4-21-24 Martha Stewart was the keynote speaker at the Restaurant Leadership Conference and talked about her career—from her early days as a caterer to her first restaurant opening in Las Vegas. 

Martha Stewart’s entire career as a businesswoman, media mogul, and champion of homemakers has always revolved around the foodservice world but never directly embraced it. In fact, as the keynote speaker for the 2024 Restaurant Leadership Conference in Phoenix, Ariz., she spoke about her career beginning as a stockbroker who invested early on in McDonald’s. Then she went on to become a caterer, began writing cookbooks (she just published her 100th book), starred in countless television shows, and started her own print media empire. But until 2022, when The Bedford in the Paris Las Vegas Hotel opened, she had never owned her own restaurant.

“Here I am at 80 years old, and why I didn’t do a restaurant sooner, I will never know,” Stewart said. “I kept saying, ‘Well, I really like to enjoy going out to restaurants, but I’m not sure about owning one.”

Related: Jersey Mike’s CEO Peter Cancro wins the 2024 Restaurant Leader of the Year award

Opened in Aug. 2022, The Bedford is modeled after her real home, with “the same furniture, the same accessories,” and illuminated windows that offer video “views” of her garden and farm that change with the seasons.

“Restaurants are one of the hardest businesses on earth,” Stewart said, prompting cheers from the appreciative crowd, though she did have a couple of pieces of advice from her own experience as a first-time restaurant owner. The first was to always believe in the value of your product.

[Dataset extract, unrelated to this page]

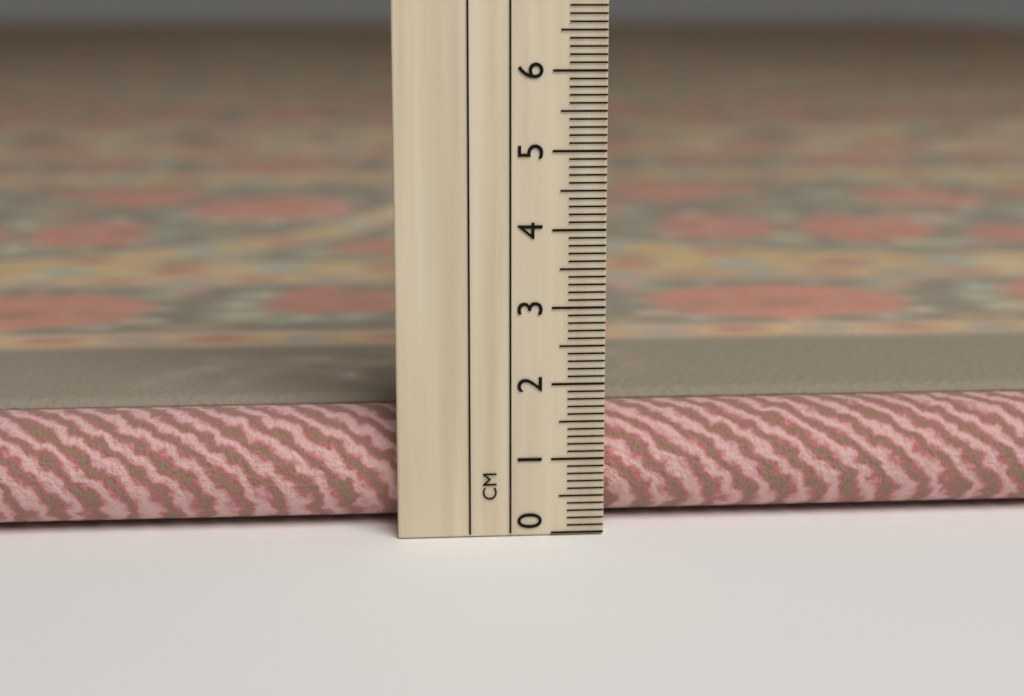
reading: 1.5 cm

Related: Martha Stewart to keynote at the Restaurant Leadership Conference in April

“When we were planning the menu, we wanted to charge for a breadbasket and they said, ‘you can’t do that, the bread is free!’” Stewart said. “But when they saw what went into the breadbasket, they rethought it, and now they’re charging $19 for it!”

The breadbasket itself is meant to turn heads and is topped with tall crispy bread rounds embedded with vegetables, as well as focaccia, and rolls. Her other piece of advice for restaurant operators was to not be afraid to embrace the old-fashioned way of doing things, even if it seems like everyone else is chasing down trends.

“People like deliciousness and sometimes tradition,” Stewart said. “They like the familiar and not too much of the unfamiliar. I was just at a restaurant that was very beautiful, but the food was so unfamiliar that it was kind of shocking… it's a fine balance between what you choose to serve, what you choose to promote, and how you serve it and show it.”

But that does not necessarily mean that restaurant operators should be stuck in their ways or rooted in the past. It was unfamiliar and somewhat shocking to her fans when Stewart began partnering with Snoop Dogg, but the atypical collaboration has really worked.

“Just working with a rapper was unusual for a woman like me a serious cook, but the give and take was so surprising that it was charming and funny,” Stewart said. “It was fabulous, demographically. My demographics broadened and so did his.”

She is also embracing new technology and hinted that there could be an AI collaboration with her brand sometime in the future, with “little Marthas” that home cooks, homemakers, and others could ask for advice. “I take advantage of whatever comes along,” Stewart said, adding that she has been involved on Twitter and Instagram since day one.

Before leaving, she reminded the restaurant operators in the audience to “keep farmers happy;” as a farmer herself, Stewart knows how crucial they are to the lifeblood of the restaurant industry.